‘I liked the feeling you get from a still photo way more, a one frame story.’
January 2025
Where are you from?
I’m from a little village called Lellens, in the province of Groningen. located in the north of the Netherlands. It’s one street with some houses on both sides of it, I think there are roughly 80 people living there. I moved to Groningen, (the capital city which is called the same as the province) when I was 21, I think, and lived there for some time. But for the last five years I have been living in Amsterdam.
Assuming you started off skateboarding, at what point did you move to photography and why?
I started skating when I was around 15 years old. What got me started was THPS2, and with each character you’d unlock a small video after you finish the levels, and I was so amazed by it, the editing, the tricks, the music, just everything. So actually, I started out with making videos because of that. But at some point, I liked the feeling you get from a still photo way more, a one frame story. An idea for a certain trick at an spot and being able to put that in reality, gives so much satisfaction when it works out.
I still make videos though, but not as much as I used to do, it’s also very time consuming. Both filming and editing, getting the music right, or just finding a track in the first place. And then spending hours on editing, watching it, hating it and start all over.
Is there one skate shot you wish you had taken?
There is one actually, Kyle Seidler shot it. It’s Ryan Lay doing a nose blunt on a picknick bench somewhere in Alaska, boats and snow- covered mountains in the background, perfect photo. But there are so many great photographers, I really like the works of Matt Price, Jim Craven, Rafael Gonzalez, Fabian Reichenbach, Samuel Ashley, Andrew James Peters just to name a few. And off course sometimes I see a photo and be like damn that’s so good, but it pushes me to go out shoot, get better photos.
You just keep on learning, and I really like that. Proudest moment as a photographer?
Getting published! It’s always great to see your own work in a magazine, always a proud moment. Been working a lot with Essay Skate Mag, had the cover of issue 11. (Thank you Sander). Got some photos in Heart, by Lucas Beaufort, a coffee table book that’s been in skate shops all over the world.
A photo of Fabiana Delfino in Mess Skate Mag. Also doing exhibitions, and seeing people show up to support you and enjoying the photos you took, really love that.
‘Got some photos in Heart, by Lucas Beaufort, a coffee table book that’s been in skate shops all over the world.’
What is your take on skateshots that have not been landed?
Can’t use them. I’ve got a whole folder filled with un-landed tricks, some really great ones as well. But if it’s not landed it’s a no-go. At some point I stopped saving them because it would just keep looking at it, and get annoyed (laughing).
Is there any post-production you do? If so, how far do you go?
Not much, a bit of cropping, some colour correction. I always try to get it as perfect as possible while shooting.
What is on your wish list?
Travel more, skate more.
Last question. If you could interview one person, who would it be and why?
This is a tough one, I have no idea actually. Probably one of the photographers I mentioned earlier, but to pick one is hard. I’ll go for a group session interview with all of them.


Task description => Copy each line below holding "flight".

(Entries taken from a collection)
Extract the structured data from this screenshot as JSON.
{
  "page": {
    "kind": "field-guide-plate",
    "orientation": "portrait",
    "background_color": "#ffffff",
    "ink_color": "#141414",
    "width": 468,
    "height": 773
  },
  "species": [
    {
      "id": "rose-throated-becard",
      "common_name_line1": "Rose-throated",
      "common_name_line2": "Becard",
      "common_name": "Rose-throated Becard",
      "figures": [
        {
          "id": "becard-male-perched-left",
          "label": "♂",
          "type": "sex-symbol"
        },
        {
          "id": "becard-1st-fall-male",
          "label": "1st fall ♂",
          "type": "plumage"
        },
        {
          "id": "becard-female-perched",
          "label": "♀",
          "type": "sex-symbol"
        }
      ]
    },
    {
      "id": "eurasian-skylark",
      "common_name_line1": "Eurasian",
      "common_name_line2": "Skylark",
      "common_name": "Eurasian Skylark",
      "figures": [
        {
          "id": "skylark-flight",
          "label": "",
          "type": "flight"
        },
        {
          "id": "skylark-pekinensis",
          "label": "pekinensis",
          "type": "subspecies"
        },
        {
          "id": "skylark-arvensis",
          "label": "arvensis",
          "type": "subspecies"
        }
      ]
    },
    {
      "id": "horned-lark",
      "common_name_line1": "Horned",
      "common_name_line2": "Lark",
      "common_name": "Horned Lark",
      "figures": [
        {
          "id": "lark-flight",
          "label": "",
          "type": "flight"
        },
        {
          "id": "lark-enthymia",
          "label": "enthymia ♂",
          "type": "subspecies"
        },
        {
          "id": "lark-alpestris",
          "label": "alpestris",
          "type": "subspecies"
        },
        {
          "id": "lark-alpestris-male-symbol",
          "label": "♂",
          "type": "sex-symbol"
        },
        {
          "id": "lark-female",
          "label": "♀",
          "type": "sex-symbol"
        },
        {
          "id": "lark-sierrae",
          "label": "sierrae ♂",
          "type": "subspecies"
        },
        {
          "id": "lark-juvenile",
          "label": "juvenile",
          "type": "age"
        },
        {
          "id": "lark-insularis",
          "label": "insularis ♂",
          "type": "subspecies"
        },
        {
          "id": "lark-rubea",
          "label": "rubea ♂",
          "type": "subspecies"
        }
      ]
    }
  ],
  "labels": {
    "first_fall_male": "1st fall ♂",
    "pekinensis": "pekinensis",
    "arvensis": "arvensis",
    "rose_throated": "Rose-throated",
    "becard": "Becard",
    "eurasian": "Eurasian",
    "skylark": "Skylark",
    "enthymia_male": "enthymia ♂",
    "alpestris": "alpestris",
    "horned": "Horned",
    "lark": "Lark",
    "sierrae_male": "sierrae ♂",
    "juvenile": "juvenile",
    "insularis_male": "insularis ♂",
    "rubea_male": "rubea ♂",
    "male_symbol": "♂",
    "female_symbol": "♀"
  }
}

Solution to this exercise =>
          "id": "skylark-flight",
          "type": "flight"
          "id": "lark-flight",
          "type": "flight"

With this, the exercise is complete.